Canaries only sing when caged.
The sky is far off,
an enigmatic safe.

But if you cage the tomtit
-- the anonymous
the ignored –
it wraps its claws around its throat
and chokes to death.

This attention to the birds rather than to the figure of the poet rhymes nicely with the anecdote that closes the poem: an elder apprenticed to a monastery but prevented by his humility from becoming a monk, covers himself with crumbs on snowy days and feeds the birds from his hands and shoulders and face, eliciting their songs with this offering of himself.

I wish more of the poems in Lightwall followed the model of the Elder of Elisa and subordinated the poet to the poem. I’m not a fan of poems about being a poet (it takes a lot to rise above that topic’s inherent limitations and produce a “Sleep and Poetry” or “Circus Animals’ Desertion” ) and there are here, especially in the section called “One Hundred Days, One Hundred Nights in Lewisburg” (where Ursu was a visiting poet at Bucknell University), many such poems. The powers of ritual language just aren’t convincing in a poem about reading poems in a former church:

Here, in America, in another church, turned into a theater
I read poem after poem
as though I were building
a cross out of words
With great care
with unending motion
But with peace, too, in my soul
climbing humbly
the ladder of prayer
Until all the walls of the theater
fill with icons
and burning candles.

I’m not sure I can quite buy “humbly” in this scene of transformation, especially when the stanza I quote is juxtaposed to the story of Cosma, the monk, who built crosses in the wake of Ottoman destruction of churches in the Balkans. More crucially, though, is the absence in the poem’s own language of anything that hints at the transformative power the language narrates. There’s no music, no metaphoric magic, that enacts what the poem attempts to describe. (This might be a matter of translation; I don’t read Romanian and can’t say how much the original might sing in ways that don’t make it over the barrier into English.)

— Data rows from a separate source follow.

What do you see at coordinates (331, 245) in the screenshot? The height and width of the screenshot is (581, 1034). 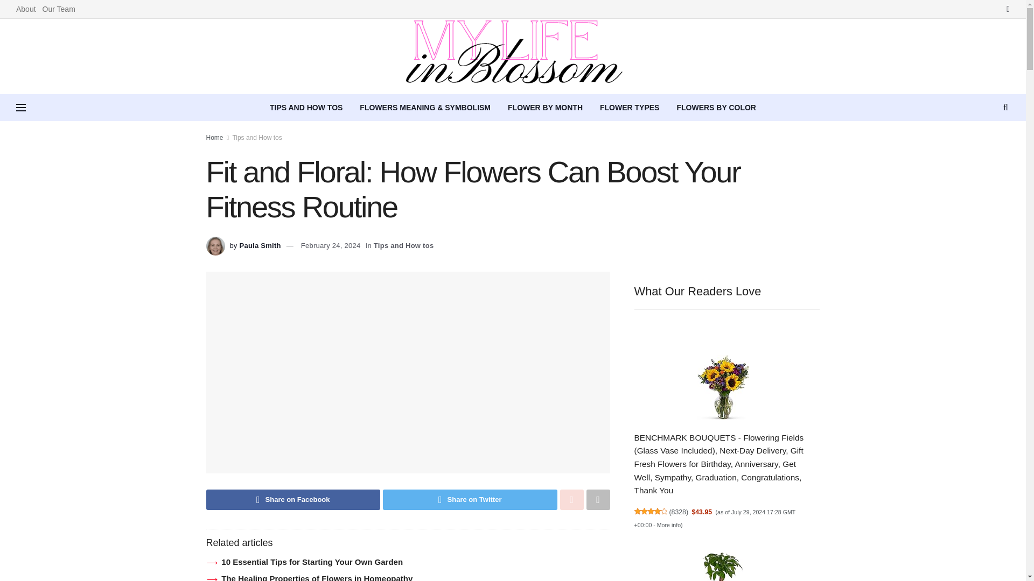 I see `February 24, 2024` at bounding box center [331, 245].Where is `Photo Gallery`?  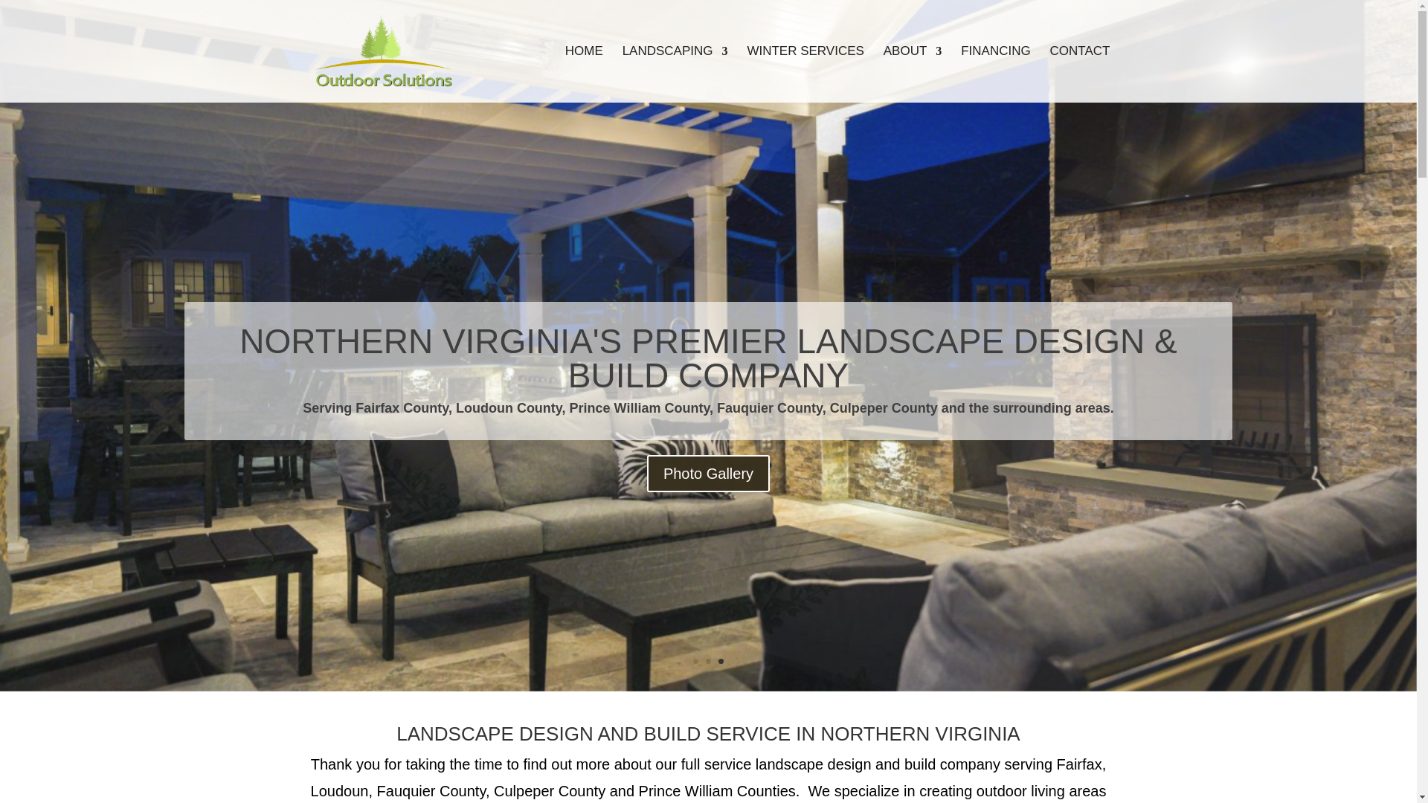 Photo Gallery is located at coordinates (708, 474).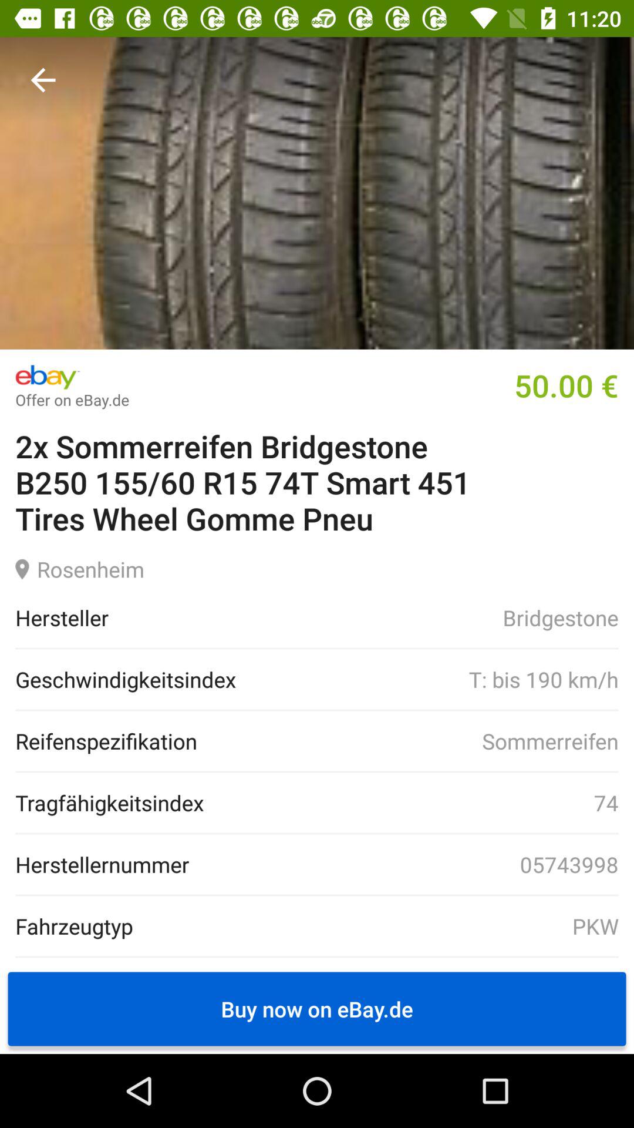 The width and height of the screenshot is (634, 1128). Describe the element at coordinates (126, 679) in the screenshot. I see `turn off the item to the left of t bis 190 item` at that location. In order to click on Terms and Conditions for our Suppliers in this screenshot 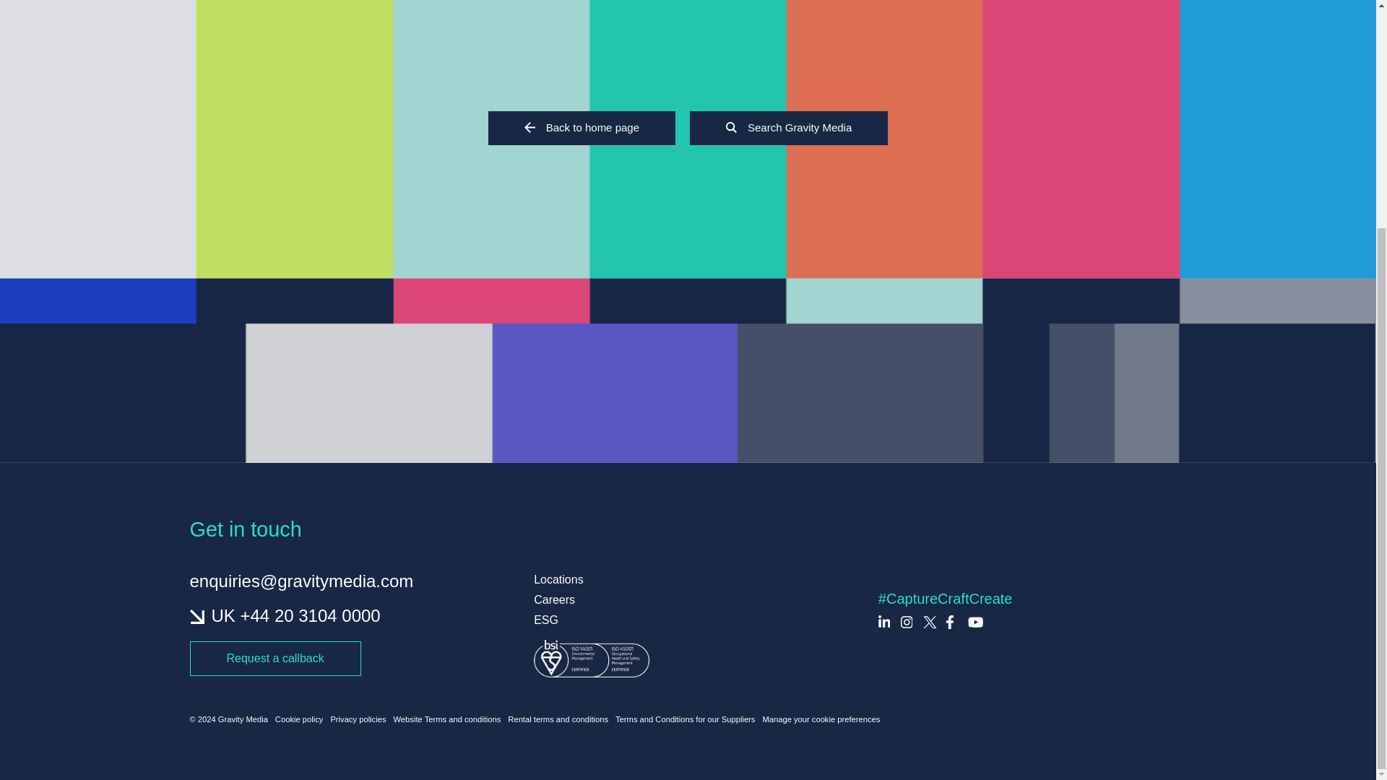, I will do `click(685, 719)`.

The better poems in this book, to my mind, are those whose claims for poetic power are implicit and performed rather than explicitly named. “Gingerbread with a Mirror and Sibiu,” for example, allegorizes city towers, mapping a surreal city and a moral universe at once. In this poem, Ursu’s imagery and juxtapositions, the unexpected turns of her lines and sentences, effect a new and renovating vision:

The person who builds the shadow before the house
gave us his rope knotted
once for each of time’s hearts
then asked us to forget him.
Just like the cellist who kissed my ear
He told me he could hear the sea inside its shell
‘A place unspoiled by noise and kisses may your ear be,’ my grandmother said
while she chopped parsley and let it shower
our family’s soup.

Other poems, like “Poem with Birch Gate” and “Letter to My Son, Mihnea-Dan,” turn that vision on the histories – recent and more distant – of the poet’s Balkan home (the section of the book is titled “Balkan Golgotha)” while a series of poems on and addressed to Ovid exemplify the strong bonds of sympathy and influence Ursu shares with important predecessors (not only the Roman poet exiled to Constanta on the Black Sea, but also Cavafy, Elytis, and others). While I’m not sure (the Pill’s expertise on this score is, alas, limited) whether she is, as Matthew Zapruder has called her, “one of Central Europe’s foremost living poets,” I certainly see the basis in these strongest among Ursu's new poems for the judgment of Tomaz Salamun (my own favorite living Central European poet) that she “makes the Black Sea again” and “expands the places of myth.”